In practice, I think it would be realistic to assign a single reliability ranking to most of the "needinfo" sources. You can manually edit the .json data to do so. Almost all of the posts are going to fit into one of Wikipedia's categorizations or another. Newsweek is unreliable, The Guardian is reliable, and so on.
I think most of the mixed-consensus sources can be used without a second thought. Mostly, the questions about them boil down to open partisanship of the source, which for a political community is perfectly fine as long as they're trustable factually.
If you want me to boil this down further, so that it gives a single "yes" or "no" score to each source, I can do that and probably keep almost all of the accuracy of the rankings, now that I've looked at it for a little while.
When you talk about "adding" this to the bot, are you proposing to still have MBFC be the main source, with this as a footnote? A lot of the criticism of the bot is on the grounds that MBFC is a very bad source for judging reliability, so I would question the idea of keeping it on as the primary source.
Why is it admin level?
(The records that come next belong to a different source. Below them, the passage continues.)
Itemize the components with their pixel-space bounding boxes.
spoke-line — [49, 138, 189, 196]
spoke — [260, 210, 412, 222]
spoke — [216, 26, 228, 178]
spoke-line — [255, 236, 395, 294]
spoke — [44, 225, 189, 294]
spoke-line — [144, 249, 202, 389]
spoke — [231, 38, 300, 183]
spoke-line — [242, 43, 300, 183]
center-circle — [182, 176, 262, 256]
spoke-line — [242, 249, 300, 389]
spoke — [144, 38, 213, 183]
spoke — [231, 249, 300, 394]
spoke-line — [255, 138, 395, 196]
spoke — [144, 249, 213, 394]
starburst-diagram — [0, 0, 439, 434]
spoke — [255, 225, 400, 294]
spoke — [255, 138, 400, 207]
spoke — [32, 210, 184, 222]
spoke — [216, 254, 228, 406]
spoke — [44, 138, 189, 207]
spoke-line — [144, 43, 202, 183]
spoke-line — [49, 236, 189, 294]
Are there admins that tell you what you can and can't do with the politics community, in this case? Or does the politics moderation team have the ability to ditch the bot if they decide to?
This is such a strange situation. If you're stuck in that former position, though, it would make a lot of your responses in this comments section make a whole lot more sense.
You don't have to go back 20 years. They also committed a fairly big oopsie, not that long ago.
The Guardian: I don't think this one article about renters from 2020 proves its case very well. Personally, I'm not convinced. MIXED
New York Times: You really think someone would do that? Just go on the internet and tell lies? I don't think so.